South Africans bought 350,000 bottles of a caffeine hair-loss shampoo

South Africans bought 350,000 bottles of a caffeine hair-loss shampoo

Last year South Africans bought 350,000 bottles of a caffeine hair-loss shampoo that was slammed in the UK

Last year it sold more than 100,000 bottles of its Plantur 39 Phyto-Caffeine Shampoo in South Africa, the German Dr. Wolff Group said on Wednesday.

It also sold nearly 250,000 bottles of its more broadly targeted Alpecin Caffeine Shampoo that comes in different variants, for total sales of some 350,000 bottles.

Health and beauty retailers sell the various shampoos at prices ranging from just over R100 to around R160, putting total sales at a value of around R40 million.
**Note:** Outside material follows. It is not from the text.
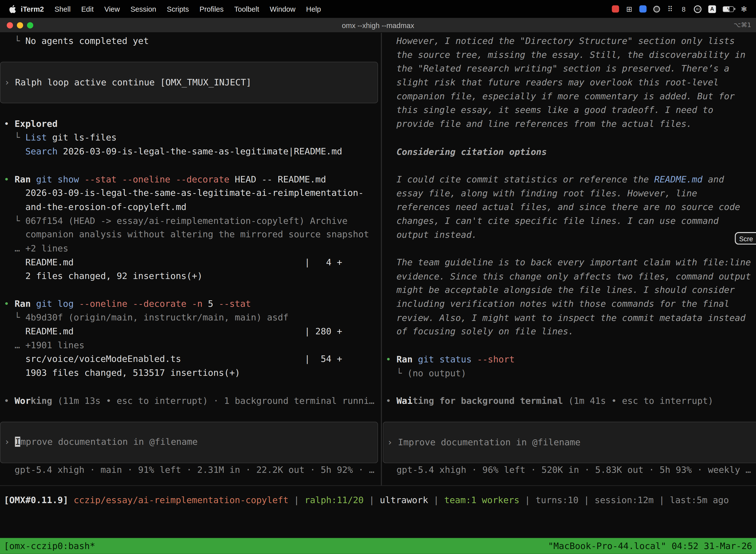 This screenshot has height=554, width=756. I want to click on terminal-line: changes, I can't cite specific file line…, so click(569, 221).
The German company claims its caffeine hair products counter hair loss, as long as it is not as a result of a medical condition.
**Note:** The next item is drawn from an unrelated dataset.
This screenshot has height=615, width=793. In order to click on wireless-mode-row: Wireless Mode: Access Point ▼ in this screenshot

But at the end of March, the UK’s Advertising Standards Authority banned the company from claiming it can help reduce hair loss, saying there was no proof its products work.

Dr. Wolff submitted research on caffeine and “hair pull tests” to the UK ASA, but the body said it never pointed to any decent study of its own products being used by consumers who saw results.
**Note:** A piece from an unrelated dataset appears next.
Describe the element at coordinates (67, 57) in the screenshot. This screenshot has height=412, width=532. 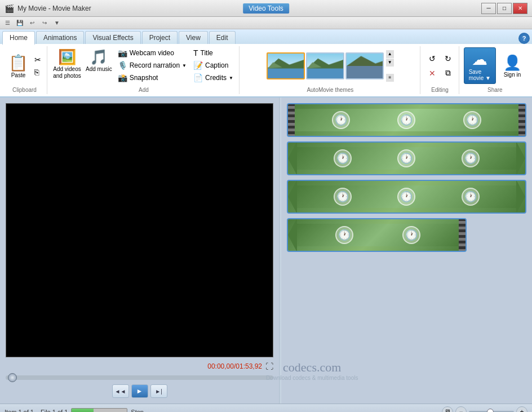
I see `add-videos-icon: 🖼️` at that location.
Top selling hair loss shampoo

“We concluded that the claim ‘it can actually help to reduce hair loss’ had not been substantiated and was therefore misleading,” the UK ASA ruled.

Asked about the UK ruling, the Dr. Wolff Group told Business Insider South Africa it did not accept the UK ASA finding. The company pointed to a study it had part-funded that reported “new growth-promoting effects of caffeine on human hair follicles” – in test-tube tests.

Another study found that caffeine absorbed into hair can make it 13.2% stiffer.